▶ **Data for analysis**
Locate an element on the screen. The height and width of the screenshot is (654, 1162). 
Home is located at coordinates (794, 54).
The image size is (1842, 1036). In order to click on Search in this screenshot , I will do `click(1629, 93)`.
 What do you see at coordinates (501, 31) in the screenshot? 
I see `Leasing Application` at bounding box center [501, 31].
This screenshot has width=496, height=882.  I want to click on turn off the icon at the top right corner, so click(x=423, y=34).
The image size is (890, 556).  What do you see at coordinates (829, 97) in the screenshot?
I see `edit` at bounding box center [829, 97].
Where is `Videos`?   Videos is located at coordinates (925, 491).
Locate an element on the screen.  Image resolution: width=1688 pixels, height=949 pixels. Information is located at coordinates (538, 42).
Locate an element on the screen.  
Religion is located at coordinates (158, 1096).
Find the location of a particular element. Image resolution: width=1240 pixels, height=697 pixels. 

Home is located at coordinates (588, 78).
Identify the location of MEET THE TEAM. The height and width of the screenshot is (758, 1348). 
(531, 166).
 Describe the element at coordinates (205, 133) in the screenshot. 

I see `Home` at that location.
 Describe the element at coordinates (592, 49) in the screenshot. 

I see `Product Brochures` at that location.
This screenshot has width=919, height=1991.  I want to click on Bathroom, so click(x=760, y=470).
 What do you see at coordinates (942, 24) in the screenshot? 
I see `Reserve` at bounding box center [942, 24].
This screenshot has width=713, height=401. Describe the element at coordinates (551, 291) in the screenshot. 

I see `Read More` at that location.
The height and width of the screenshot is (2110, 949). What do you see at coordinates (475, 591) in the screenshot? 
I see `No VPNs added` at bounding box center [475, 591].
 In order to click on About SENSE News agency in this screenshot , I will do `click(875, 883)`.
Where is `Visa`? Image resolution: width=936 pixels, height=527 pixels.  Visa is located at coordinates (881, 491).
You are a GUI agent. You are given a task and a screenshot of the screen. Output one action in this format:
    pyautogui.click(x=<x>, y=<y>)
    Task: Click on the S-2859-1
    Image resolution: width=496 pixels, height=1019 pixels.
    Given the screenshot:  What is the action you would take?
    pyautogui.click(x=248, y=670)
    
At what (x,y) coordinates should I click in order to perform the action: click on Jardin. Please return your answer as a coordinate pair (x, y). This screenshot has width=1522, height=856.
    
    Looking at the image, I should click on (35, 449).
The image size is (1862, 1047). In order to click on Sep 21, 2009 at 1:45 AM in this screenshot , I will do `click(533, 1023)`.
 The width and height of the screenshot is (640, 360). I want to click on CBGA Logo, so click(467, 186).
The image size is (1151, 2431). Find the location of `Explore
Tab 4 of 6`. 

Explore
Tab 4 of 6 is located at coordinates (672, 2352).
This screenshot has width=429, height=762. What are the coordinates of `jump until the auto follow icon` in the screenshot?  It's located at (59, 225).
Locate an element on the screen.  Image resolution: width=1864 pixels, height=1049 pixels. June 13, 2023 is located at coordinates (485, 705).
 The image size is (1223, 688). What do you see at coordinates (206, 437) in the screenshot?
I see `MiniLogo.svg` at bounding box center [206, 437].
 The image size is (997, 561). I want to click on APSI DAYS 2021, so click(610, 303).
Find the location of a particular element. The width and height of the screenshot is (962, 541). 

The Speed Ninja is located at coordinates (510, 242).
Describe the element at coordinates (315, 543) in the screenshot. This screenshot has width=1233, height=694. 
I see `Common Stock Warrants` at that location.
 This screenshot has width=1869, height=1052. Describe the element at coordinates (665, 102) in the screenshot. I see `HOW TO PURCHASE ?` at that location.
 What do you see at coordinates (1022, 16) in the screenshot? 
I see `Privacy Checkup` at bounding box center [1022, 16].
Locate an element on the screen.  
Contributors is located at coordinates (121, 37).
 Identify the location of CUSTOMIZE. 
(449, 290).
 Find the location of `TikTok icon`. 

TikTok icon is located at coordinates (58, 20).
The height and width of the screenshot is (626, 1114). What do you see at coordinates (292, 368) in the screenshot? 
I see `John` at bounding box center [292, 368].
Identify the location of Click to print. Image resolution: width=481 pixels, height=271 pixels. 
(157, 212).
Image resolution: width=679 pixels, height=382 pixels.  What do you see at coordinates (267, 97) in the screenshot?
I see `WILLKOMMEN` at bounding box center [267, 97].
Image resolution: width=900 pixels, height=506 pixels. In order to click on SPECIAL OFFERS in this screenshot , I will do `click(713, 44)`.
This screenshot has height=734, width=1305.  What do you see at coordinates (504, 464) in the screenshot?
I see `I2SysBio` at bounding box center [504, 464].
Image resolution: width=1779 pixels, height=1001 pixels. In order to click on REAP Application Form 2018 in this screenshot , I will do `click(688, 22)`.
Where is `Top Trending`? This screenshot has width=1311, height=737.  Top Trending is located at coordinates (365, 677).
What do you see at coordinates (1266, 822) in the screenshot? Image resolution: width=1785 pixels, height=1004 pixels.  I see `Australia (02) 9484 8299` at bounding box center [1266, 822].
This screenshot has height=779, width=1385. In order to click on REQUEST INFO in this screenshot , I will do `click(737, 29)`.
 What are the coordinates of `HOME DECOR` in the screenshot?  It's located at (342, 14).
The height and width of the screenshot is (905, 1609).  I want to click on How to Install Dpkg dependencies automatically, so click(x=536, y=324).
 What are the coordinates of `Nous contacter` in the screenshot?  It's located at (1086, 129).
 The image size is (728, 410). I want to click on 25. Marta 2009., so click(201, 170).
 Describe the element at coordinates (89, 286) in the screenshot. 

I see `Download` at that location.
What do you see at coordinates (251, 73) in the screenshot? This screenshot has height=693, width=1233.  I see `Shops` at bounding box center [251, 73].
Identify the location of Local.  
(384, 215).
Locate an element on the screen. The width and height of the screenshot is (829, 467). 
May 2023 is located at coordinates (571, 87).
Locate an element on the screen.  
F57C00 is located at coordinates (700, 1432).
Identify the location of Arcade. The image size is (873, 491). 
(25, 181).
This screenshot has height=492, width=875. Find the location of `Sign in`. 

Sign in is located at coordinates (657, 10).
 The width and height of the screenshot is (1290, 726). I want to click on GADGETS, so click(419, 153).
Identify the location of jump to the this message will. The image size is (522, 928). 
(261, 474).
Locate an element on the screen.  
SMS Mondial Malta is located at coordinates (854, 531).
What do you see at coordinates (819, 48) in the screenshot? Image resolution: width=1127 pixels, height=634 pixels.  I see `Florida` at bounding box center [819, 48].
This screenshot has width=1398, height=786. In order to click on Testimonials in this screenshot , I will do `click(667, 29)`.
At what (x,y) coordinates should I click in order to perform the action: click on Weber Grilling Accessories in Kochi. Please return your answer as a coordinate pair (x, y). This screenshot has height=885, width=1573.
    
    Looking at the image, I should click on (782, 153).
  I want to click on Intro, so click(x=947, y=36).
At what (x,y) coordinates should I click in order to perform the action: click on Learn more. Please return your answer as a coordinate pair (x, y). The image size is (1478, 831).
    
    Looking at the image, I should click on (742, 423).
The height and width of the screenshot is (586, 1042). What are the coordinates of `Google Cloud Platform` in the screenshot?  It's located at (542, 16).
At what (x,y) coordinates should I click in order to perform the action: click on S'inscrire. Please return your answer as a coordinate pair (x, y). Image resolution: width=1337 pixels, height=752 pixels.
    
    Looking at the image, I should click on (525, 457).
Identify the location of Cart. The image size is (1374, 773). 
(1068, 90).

▶ **What you are asked to do**
In the records above, find each line that mentions the string "Where", then copy it.

▶ **Result of the task**
Where is `Videos`?   Videos is located at coordinates (925, 491).
Where is `Visa`? Image resolution: width=936 pixels, height=527 pixels.  Visa is located at coordinates (881, 491).
Where is `Top Trending`? This screenshot has width=1311, height=737.  Top Trending is located at coordinates (365, 677).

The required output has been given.